The Church Reformation
(1517-1648)
As medieval mankind came to advocate humanism, he resisted
the formal religious ceremonies and rules; he went against
the feudal system of classes and papal authority which repressed
his autonomy and as he pursued the external desire of his
original nature he also came to pursue the internal desire
of his original nature.This he did by advocating the restoration
of the early Christian spirit in which the people centering
on the apostles were very earnest in following God's will.
The movement to restore the early Christian spirit was called
the Great Religious Reformation.
Because of the rapidly changing
trends, the Church was left behind in all aspects of the
onward sweep of progress. Many protests were made during
the pre-Reformation period, but none was effective until
Martin Luther in 1517 A.D. nailed his famous 95 Thesis on
the door of the Wittenberg Church in Germany. His thesis
were a detailed attack on the Papcy for selling indulgences.
This act ignited a religious revolution which immediately
swept across the entire European continent beginning in
Germany and then spreading to other countries. God used
Luther as an instrument to spark the Protestant revolt.
Besides Luther there were many other champions of God (Zwingli,
Calvin, Farel, Knox) who rose up to spread this Protestant
reform across the Christian world.
The international conflict
which burst out around the Protestant movement continued
for more than 100 years until the fight between the old
and new religious sects was settled by the "Thirty
Years War". This war was waged centering on Germany
and finally ended in 1648 with the Treaty of Westphalia.

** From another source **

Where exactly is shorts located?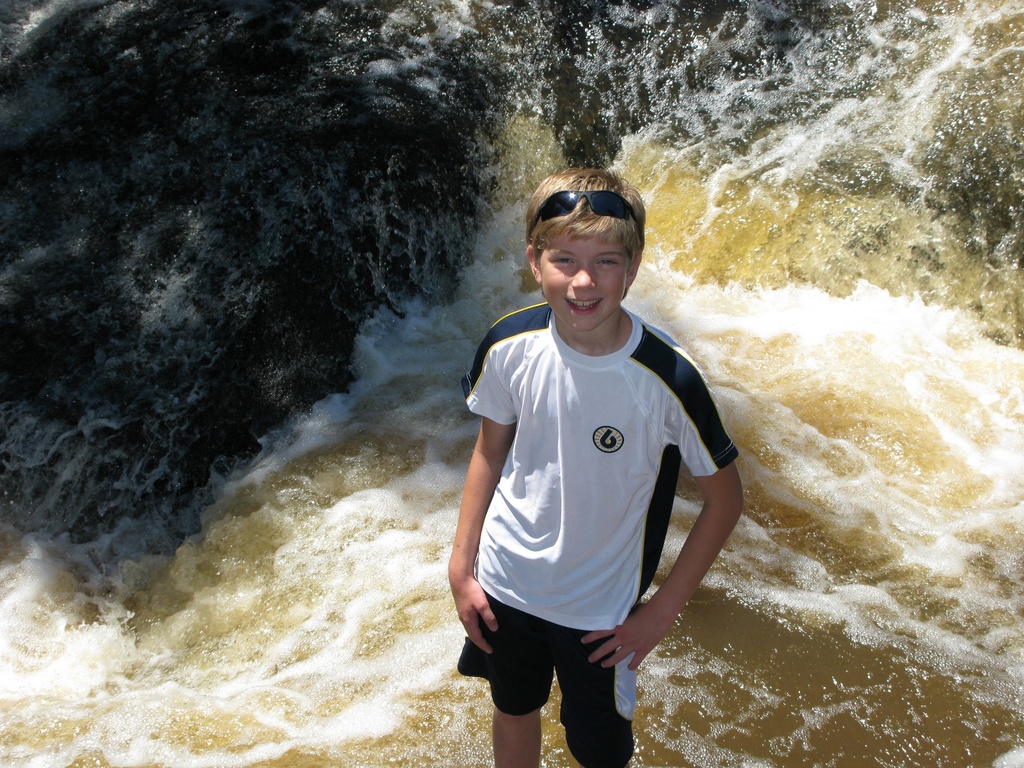
Its bounding box is box(453, 573, 662, 714).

The struggle ended with Protestantism the victor in Northern
Europe centered on Germany and Roman Catholicism maintaining
control of Southern Europe centering on the Latin speaking
people. However due to the attack of the Protestants on
the Catholic Church, Catholicism revised it's practices
and experienced an internal reformation. This war did not
end up as a simple religious fight, but it also became a
political civil war which decided the existence of the German
Empire.
The 2nd Religious Reformation
(1648-1789) Struggle & Confusion in Religion and Ideology
This period lasted for approximately 140 years, beginning
with the Treaty of Westphalia and ended with the French
Revolution. These 140 years were ones of bitter religious
struggle and confusion as the liberated Christians sought
to express themselves in their newly found religious freedom.
Because the direction the Christians would follow had not
been firmly set, their freedom from traditional dogma plunged
them into the worst religious turbulence ever seen in history.

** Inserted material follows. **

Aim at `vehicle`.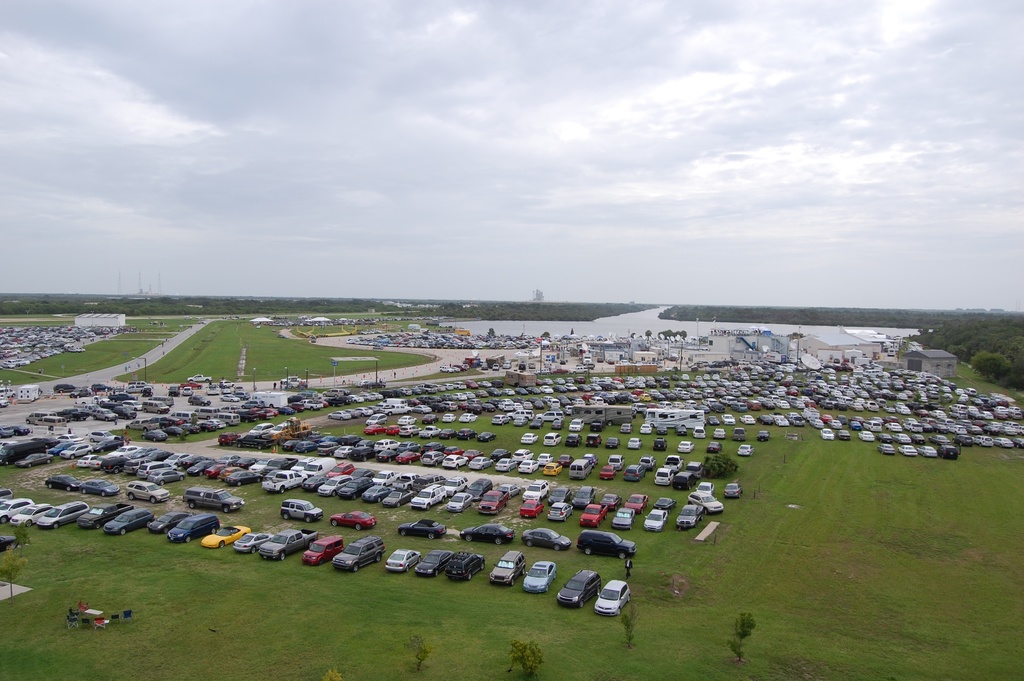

Mass persecution and martyrdom scourched the whole of Europe.
Numerous divergences of dogma arose which divided the Church
into many different sects and denominations.

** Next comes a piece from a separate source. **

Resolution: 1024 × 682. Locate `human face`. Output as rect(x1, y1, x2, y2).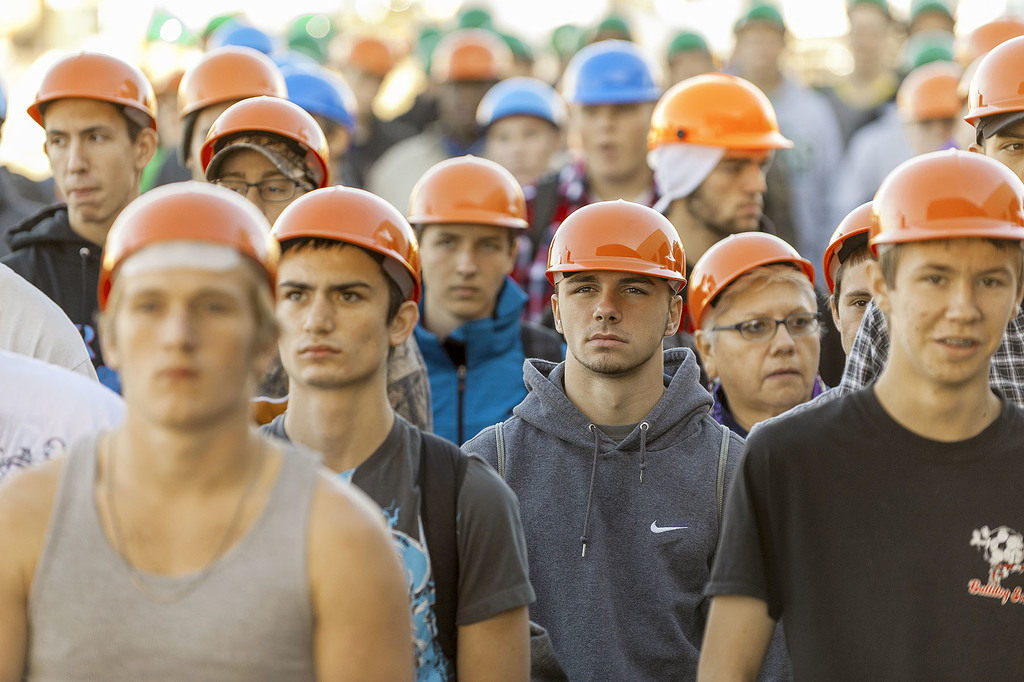
rect(218, 150, 303, 225).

Yet throughout this chaotic
situation God was gradually molding the thought of humankind
into two major ideologies (that known as Cain thought and
Abel thought) which today has matured into the atheistic
philosophy known as Communism and the God-centered ideology
of Democracy. After Adam fell God separated the newly established
evil within Adam from the good contained nature by giving
him two sons (Cain & Abel) who respectively contain
relative evil and relative good. Later we find the Jewish,
Christian, and Islamic Kingdoms were divided into two parts
representative of the Cain and Abel positions. This separation
of relative good from relative evil has continued to the
recent world division of Communism and Democracy.
Cain Philosophy and the
Foundation of Communism
The anti-medieval movement of the Renaissance called humanism,
born as a reaction to the hyprocrisy of Christian leaders,
made light of a person's conversion to God or his dedication
to religion. It abandoned the medieval view of life under
which people regarded nature and the physical body of man
as base and sinful. It even took the opposite view of life,
exhalting the value and dignity of these things. Mankind
and nature came to be recognized through rational criticism
by reason, experience and through demostrative analysis.